Cold Civil War – Exhibit H

I came across an exchange on Facebook that recently went viral. The original post was from a couple of parents in Texas who back different senate candidates and have different political ideologies but nevertheless find a way to live together with love and respect. It’s sweet, and it became very popular because in a nation as deeply divided as ours, it gives people hope that maybe we can get along despite our differences.

I really do think that’s true for a whole lot of people, but you know that isn’t the whole story. Here’s a response shared by a friend on Facebook (not written by her; I don’t know the writer.) While we may well be able to compromise with some elements of the left, things like this make it abundantly clear why there can be no peace with Social Justice Warriors.

Here’s the thing about this viral post: it’s the epitome of privilege.

1) Disagreeing about politics is not the same as disagreeing about sports teams you root for. Politics isn’t entertainment – it’s how we care for real life people amongst us. To relate supporting different political candidates to rooting for different sports teams shows a serious disregard to the tangible effects of your vote.

2) These sentiments of “real maturity is not caring at all about how other people vote” and “politics shouldn’t matter in real life relationships” have got to stop. If you can truly “agree to disagree” because at the end of the day it doesn’t matter? Then you live with an *enormous* amount of privilege. It’s no coincidence that both of the people in this photo are white and appear to live in a nice middle/upper class suburban neighborhood. Could you just laugh and agree to disagree with someone who believes you should be deported? With someone who believes your access to healthcare should be completely taken away to make their’s cheaper? With someone who believes your employer should have the right to fire you because they disagree with your religious beliefs? With someone who believes you should be denied the right to adopt your foster child because you’re single or in a same sex marriage? If you’re able to “agree to disagree” like it’s all no big deal, if you can ignore political coverage to “focus on real life,” or if you can stop thinking about politics once election season is over? Then respectfully, you either aren’t aware the enormous amount of privilege you enjoy, or worse yet you *are* aware and have chosen to isolate yourself from the realities of those who aren’t as lucky because it simply isn’t your problem.

This post isn’t something to strive for. It’s not example of “what America needs more of right now.” It’s not a model for a better way forward. It’s an attempt to make passive aggressive judgements on people who “care too much about politics” or “need to stop making this personal.” It’s an attempt to create a false association between rooting for sports teams and “rooting” for political causes – as if this is just another form of entertainment. It’s an attempt to enshrine the perspective of the privileged as “normal” and label the perspectives of those crying out over injustice as “uncivil.”

Loving your neighbor well doesn’t mean “drinking wine together” in your suburban backyard while you humorously laugh about rooting for the other guys “team” and pretending none of it really matters. Loving your neighbor well means understanding that politics is by its very definition the systems by which we care for our neighbors, and recognizing that your vote is a *moral* issue – not just a sporting match.

It’s a response that, I think, reveals a lot more than was intended. Let’s set aside, for the moment, the profoundly bigoted presumption that people have no meaningful stake in politics unless they tick the appropriate demographic boxes. Let’s set aside the fact that loving your neighbor means doing unto others as you would have them do unto you rather than doing unto others as determined by their intersectionality rating. Instead, let’s consider the implication this has for living in the same society as SJW’s.

It is not politics as entertainment or a supposed lack of stakes that allow people of opposing viewpoints to peaceably socialize with one another. Rather, the reason we can agree to disagree is the broader cultural agreement that we will resolve even deep ideological and practical differences through a peaceful political process.

It may be wrapped up in the language of love and morality but this response is ultimately a rejection of democracy in favor of politics by other means. In stating that one cannot–and even should not–peaceably live with one’s neighbors who have different political views, one tacitly declares that America’s peaceful political process–voting, rational discourse, political organization, etc–is not the appropriate way of resolving our national differences. If you cannot eat & drink together, even with family, while you both set out to do better in the next election, then you have not actually accepted the results of the last election as a legitimate arbitration of your differences. This is the mindset of warring tribes, not political opponents in a republic.

As usual, SJW’s make their conclusion quite clear: they cannot live in peace with us unless we vote their way. Cooperation and compromise are not on the table.  The only options that SJW’s consider viable for us are submission or annihilation.

I suspect that a great many of the people cheering for this kind of rhetoric aren’t being honest with themselves about what they’re really calling for. If they were, they might be more thoughtful about the terrible price both sides will end up paying when they finally get their way. But their mindfulness or lack thereof doesn’t change the reality that they have put us in a cold civil war. When one side conditions the acceptance of peaceful politics on getting their way, then America’s ideological divisions are no longer a matter of peaceful politics. Those of us on the right need to start preparing for a divorce, because for the left, it’s already well underway.

About Matt

Software engineer by trade; lay theologian by nature; Lutheran by grace.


> EXERCISE INSTRUCTIONS
Leave out the pictures and set down the rest of the listing below word for word.

> STUDY MATERIAL
☆ ☆ ☆

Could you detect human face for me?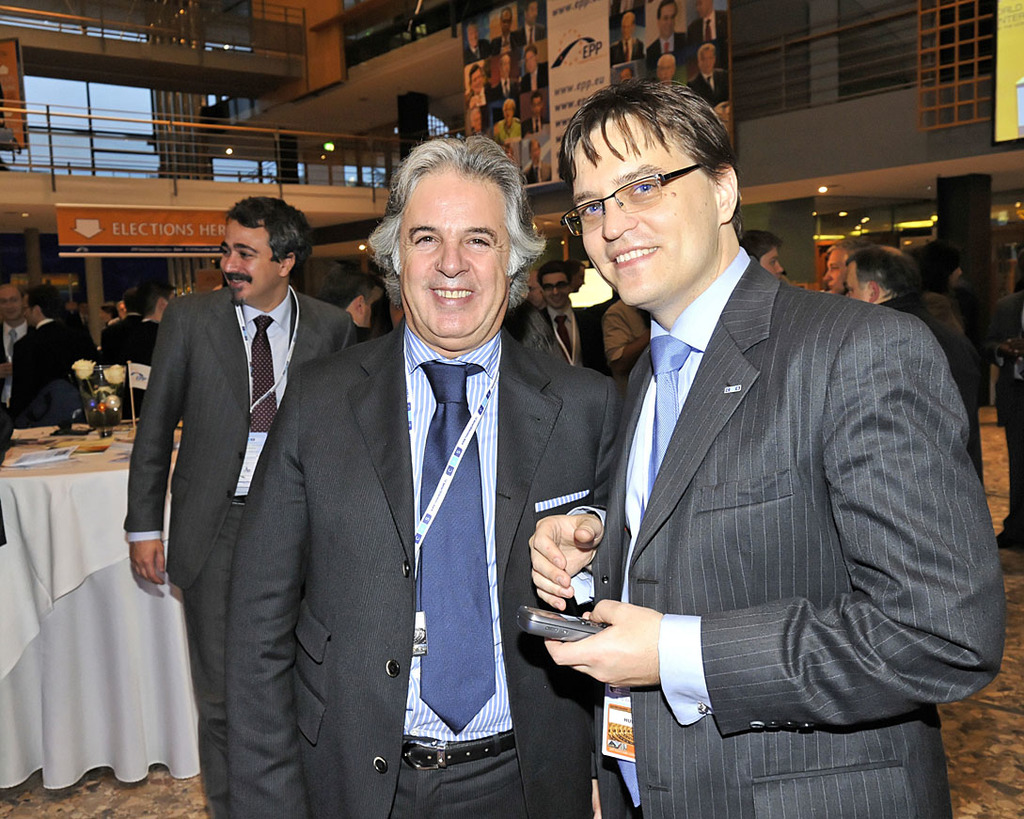
Detection result: l=617, t=70, r=627, b=78.
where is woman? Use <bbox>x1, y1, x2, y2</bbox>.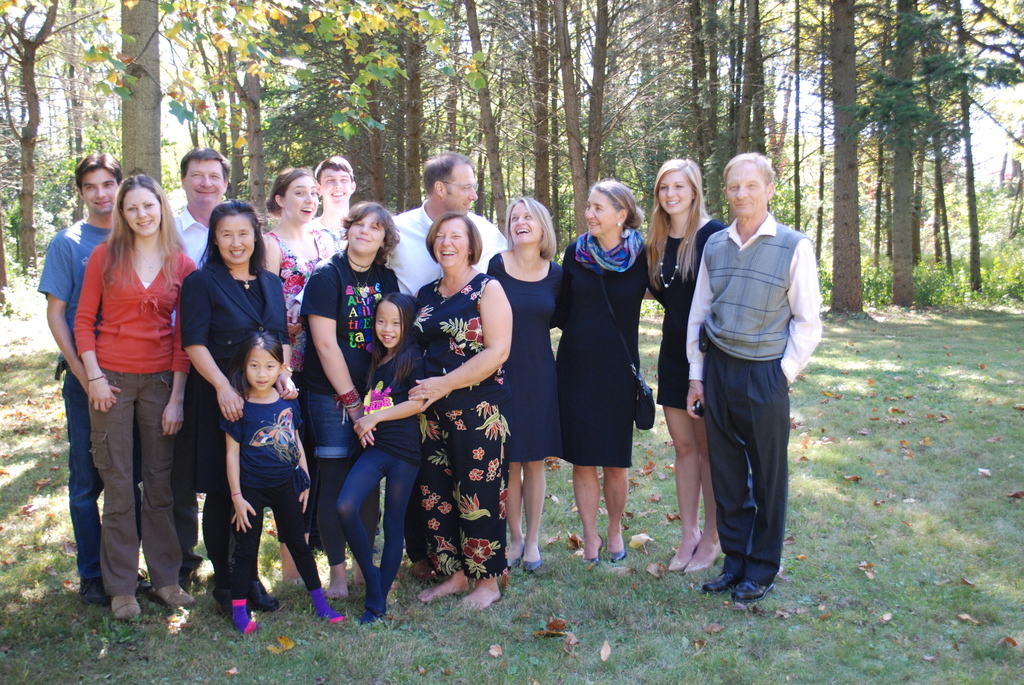
<bbox>296, 203, 401, 597</bbox>.
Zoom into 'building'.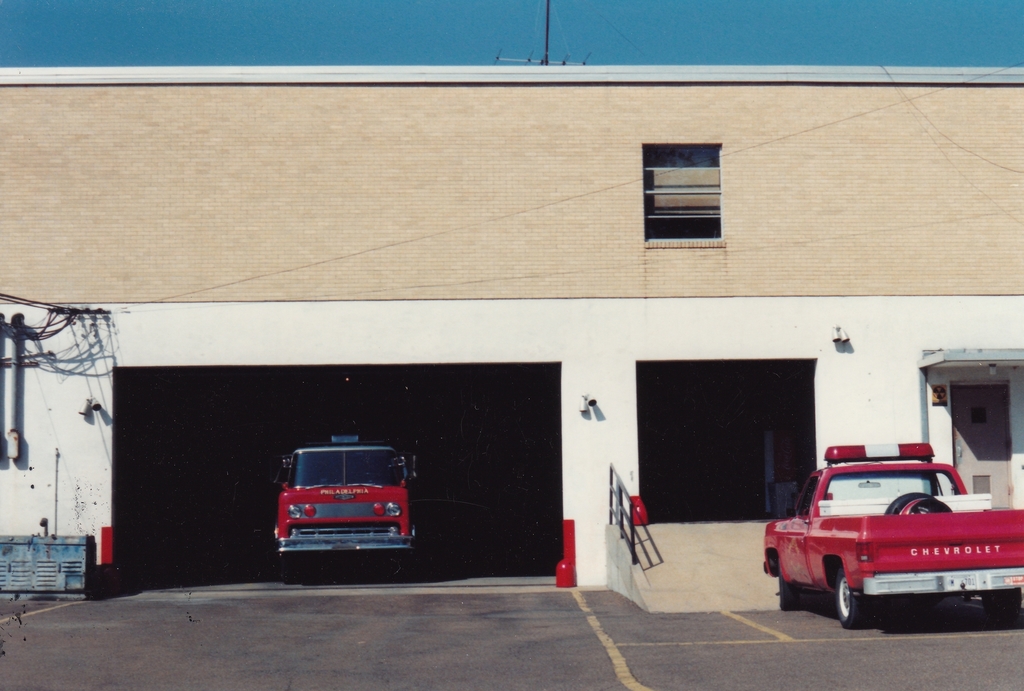
Zoom target: pyautogui.locateOnScreen(0, 64, 1023, 585).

☆ ☆ ☆

> COMPLETED TASK
Could you detect human face for me?
Detection result: l=617, t=70, r=627, b=78.
where is woman? Use <bbox>x1, y1, x2, y2</bbox>.
<bbox>296, 203, 401, 597</bbox>.
Zoom into 'building'.
Zoom target: pyautogui.locateOnScreen(0, 64, 1023, 585).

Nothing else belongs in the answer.